Fiche technique

Titre original : Mixing Messages

Auteur :

Ellen Lupton
Genre : Essai

Illustrateur :

Chip Kidd
Date de publication (pays d'origine) : Langue d'origine : AnglaisParution France : 28 septembre 1996

Éditeur :

Princeton Architectural Press
ISBN : 9781568980997Aussi connu sous le nom de : Graphic Design in Contemporary Culture

Résumé : Every library contains myriad books documenting the impact of technology in the emerging information age and the parallel evolution of a media-saturated culture over the last two decades. But even as pundits so often discuss the increasing centrality of image and form in our world, too few works exist that either document the recent changes in the field of design or analyze the ubiquity of visual expression. Integrating both these goals successfully, as this catalog to an exhibition at the Smithsonian's Cooper-Hewitt National Design Museum does, is a feat worthy of attention. Lupton, curator of contemporary design at the Cooper-Hewitt and author of Design Writing Research (Kiosk, 1996), one of the most incisive and far-ranging works on graphic design in recent years, is uniquely qualified to bring these issues to a larger public. Individual chapters look at broad developments in design culture and trends in visual expression in public space, typography, corporate identity, and publishing. Innumerable examples range from billboards and book jackets to palm cards for clubs and fanzines. Lupton's trenchant text makes this more than just a best-of collection, however, giving readers a comprehensive context for understanding designers' hidden meanings.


### Activity
Start at the top and transcribe every record through the final line exactly.

### Records from a data source
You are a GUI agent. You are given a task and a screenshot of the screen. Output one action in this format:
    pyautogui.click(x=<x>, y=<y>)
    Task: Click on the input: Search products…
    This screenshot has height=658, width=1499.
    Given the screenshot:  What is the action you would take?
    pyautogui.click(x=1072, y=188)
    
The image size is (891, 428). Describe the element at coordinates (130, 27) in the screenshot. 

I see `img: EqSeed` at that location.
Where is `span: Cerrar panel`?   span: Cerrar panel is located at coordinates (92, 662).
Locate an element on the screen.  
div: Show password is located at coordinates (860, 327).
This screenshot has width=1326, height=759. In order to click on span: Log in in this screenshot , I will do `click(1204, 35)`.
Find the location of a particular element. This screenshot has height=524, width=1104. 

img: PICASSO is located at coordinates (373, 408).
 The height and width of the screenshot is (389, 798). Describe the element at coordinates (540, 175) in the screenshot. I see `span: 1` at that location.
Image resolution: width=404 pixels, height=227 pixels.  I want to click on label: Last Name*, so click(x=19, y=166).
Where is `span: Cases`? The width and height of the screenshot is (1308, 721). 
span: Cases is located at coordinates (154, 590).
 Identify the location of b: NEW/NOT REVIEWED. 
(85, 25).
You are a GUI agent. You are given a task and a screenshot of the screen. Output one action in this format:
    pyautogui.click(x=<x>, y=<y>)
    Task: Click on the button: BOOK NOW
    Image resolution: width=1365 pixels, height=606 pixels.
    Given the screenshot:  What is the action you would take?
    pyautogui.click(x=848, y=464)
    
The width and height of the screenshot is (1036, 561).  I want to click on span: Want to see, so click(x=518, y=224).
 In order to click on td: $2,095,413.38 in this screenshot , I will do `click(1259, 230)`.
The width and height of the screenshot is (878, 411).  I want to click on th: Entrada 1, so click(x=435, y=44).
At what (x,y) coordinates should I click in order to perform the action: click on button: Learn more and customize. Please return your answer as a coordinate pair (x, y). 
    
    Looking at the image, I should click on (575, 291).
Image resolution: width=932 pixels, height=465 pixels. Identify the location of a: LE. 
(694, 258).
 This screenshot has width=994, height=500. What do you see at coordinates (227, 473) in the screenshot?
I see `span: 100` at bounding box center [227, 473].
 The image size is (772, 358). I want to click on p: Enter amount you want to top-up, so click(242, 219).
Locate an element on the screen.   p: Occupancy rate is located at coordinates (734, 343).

### Response
You are a GUI agent. You are given a task and a screenshot of the screen. Output one action in this format:
    pyautogui.click(x=<x>, y=<y>)
    Task: Click on the input: Search products…
    This screenshot has height=658, width=1499.
    Given the screenshot:  What is the action you would take?
    pyautogui.click(x=1072, y=188)
    
The image size is (891, 428). Describe the element at coordinates (130, 27) in the screenshot. 

I see `img: EqSeed` at that location.
Where is `span: Cerrar panel`?   span: Cerrar panel is located at coordinates (92, 662).
Locate an element on the screen.  
div: Show password is located at coordinates (860, 327).
This screenshot has width=1326, height=759. In order to click on span: Log in in this screenshot , I will do `click(1204, 35)`.
Find the location of a particular element. This screenshot has height=524, width=1104. 

img: PICASSO is located at coordinates (373, 408).
 The height and width of the screenshot is (389, 798). Describe the element at coordinates (540, 175) in the screenshot. I see `span: 1` at that location.
Image resolution: width=404 pixels, height=227 pixels.  I want to click on label: Last Name*, so click(x=19, y=166).
Where is `span: Cases`? The width and height of the screenshot is (1308, 721). 
span: Cases is located at coordinates (154, 590).
 Identify the location of b: NEW/NOT REVIEWED. 
(85, 25).
You are a GUI agent. You are given a task and a screenshot of the screen. Output one action in this format:
    pyautogui.click(x=<x>, y=<y>)
    Task: Click on the button: BOOK NOW
    Image resolution: width=1365 pixels, height=606 pixels.
    Given the screenshot:  What is the action you would take?
    pyautogui.click(x=848, y=464)
    
The width and height of the screenshot is (1036, 561).  I want to click on span: Want to see, so click(x=518, y=224).
 In order to click on td: $2,095,413.38 in this screenshot , I will do `click(1259, 230)`.
The width and height of the screenshot is (878, 411).  I want to click on th: Entrada 1, so click(x=435, y=44).
At what (x,y) coordinates should I click in order to perform the action: click on button: Learn more and customize. Please return your answer as a coordinate pair (x, y). 
    
    Looking at the image, I should click on (575, 291).
Image resolution: width=932 pixels, height=465 pixels. Identify the location of a: LE. 
(694, 258).
 This screenshot has width=994, height=500. What do you see at coordinates (227, 473) in the screenshot?
I see `span: 100` at bounding box center [227, 473].
 The image size is (772, 358). I want to click on p: Enter amount you want to top-up, so click(242, 219).
Locate an element on the screen.   p: Occupancy rate is located at coordinates (734, 343).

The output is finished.